MOST alumni and friends of Dartmouth College are acquainted with the contribution that the College is making to the training of potential officer personnel through the Army, Navy, and Air Force reserve units on the campus. Probably few know of the informal association that has developed in recent years between Dartmouth and the National War College, in Washington, the nation's top military educational institution. For the second year President Dickey is serving as a member of the Board of Consultants. In this capacity he spends several days each spring in residence at the War College with other members of the Board, reviewing the program and making recommendations for its improvement. President Dickey also has lectured at the college.
Professor John W. Masland, of Dartmouth's Department of Government, has divided his time in the past two years between Hanover and Washington, serving each year for a semester on the faculty of the military school. Next autumn he will be followed in this position by Professor John G. Gazley, of the Department of History. Professor Earl R. Sikes, of the Economics Department, spent a week at the College last September as a lecturer and instructor.
Presently Dartmouth is represented among the students at the College by Parker T. Hart '33, who is a member of the Foreign Service of the United States. Captain Charles O. Cook, USN, another student at the present time, was the executive officer of the Naval Reserve Unit at Dartmouth a few years ago.
The National War College was established in 1946 to provide training in the broader problems of foreign affairs, and to help meet the special needs of military and civilian administrators carrying immense burdens in this field. Its creation was a part of the program instituted following the war to facilitate team work among the separate military services and between them and other executive agencies of the government. The principal achievements of this program were the unification of the military services under a single Secretary of Defense and the Joint Chiefs of Staff, and the establishment of the National Security Council as a device for tight integration of the Department of State, the military services and other agencies in the formulation of national policies at the highest level. Responsible leaders also saw the need for -an educational program common to all services and departments to train the personnel required to administer unified, well-coordinated national policies.
The War College is a joint project, operated under the direct supervision of the Joint Chiefs of Staff, and the command responsibility is shared by the three services on a rotation basis. All services and the Department of State are represented on the staff and faculty. The student body is composed of approximately 90 officers of the Army, Navy and Air Force, at the rank of Colonel or Captain (USN), 20 Foreign Service officers or departmental officers of the Department of State, and 10 officers of other executive agencies, such as the Departments of the Treasury and Commerce, the Bureau of the Budget, and the Central Intelligence Agency. Selection is based upon past achievement and special qualities of leadership for high command and staff duty, or their equivalents in the nonmilitary agencies. These officers are much in demand to staff the various joint and inter-allied agencies.
The program of the War College, extending for ten months, is devoted to a systematic study of contemporary international affairs and to the national strategy employed by the United States in the accomplishment of its national aims and objectives. International affairs are the concern of the autumn semester and it is during this period that the school has drawn upon leading colleges and universities each year for five civilian instructors.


EXERCISE GOAL -
Return all the data below as it stands, minus the pictures.

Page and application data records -
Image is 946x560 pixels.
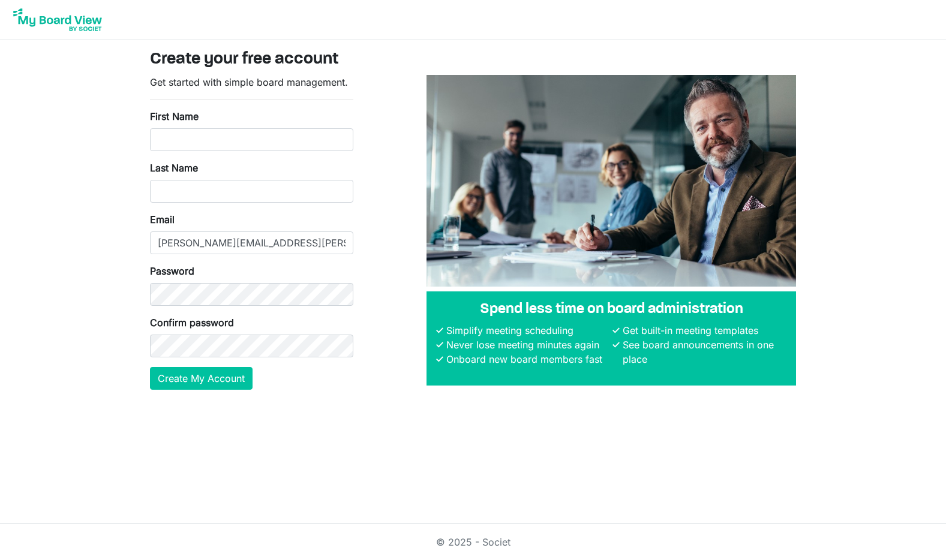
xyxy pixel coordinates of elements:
label: Password [150,264,194,278]
a: © 2025 - Societ [436,537,511,548]
li: Never lose meeting minutes again [443,338,610,352]
li: Onboard new board members fast [443,352,610,367]
li: Simplify meeting scheduling [443,323,610,338]
img: A photograph of board members sitting at a table [427,75,796,287]
label: Last Name [150,161,198,175]
label: Email [150,212,174,227]
h4: Spend less time on board administration [436,301,787,318]
label: Confirm password [150,316,234,330]
label: First Name [150,109,198,123]
button: Create My Account [150,368,253,390]
li: Get built-in meeting templates [620,323,787,338]
span: Get started with simple board management. [150,76,348,88]
img: My Board View Logo [10,5,106,35]
li: See board announcements in one place [620,338,787,367]
h3: Create your free account [150,50,797,70]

TASK OUTPUT -
Image is 946x560 pixels.
xyxy pixel coordinates of elements:
label: Password [150,264,194,278]
a: © 2025 - Societ [436,537,511,548]
li: Never lose meeting minutes again [443,338,610,352]
li: Onboard new board members fast [443,352,610,367]
li: Simplify meeting scheduling [443,323,610,338]
img: A photograph of board members sitting at a table [427,75,796,287]
label: Last Name [150,161,198,175]
label: Email [150,212,174,227]
h4: Spend less time on board administration [436,301,787,318]
label: Confirm password [150,316,234,330]
label: First Name [150,109,198,123]
button: Create My Account [150,368,253,390]
li: Get built-in meeting templates [620,323,787,338]
span: Get started with simple board management. [150,76,348,88]
img: My Board View Logo [10,5,106,35]
li: See board announcements in one place [620,338,787,367]
h3: Create your free account [150,50,797,70]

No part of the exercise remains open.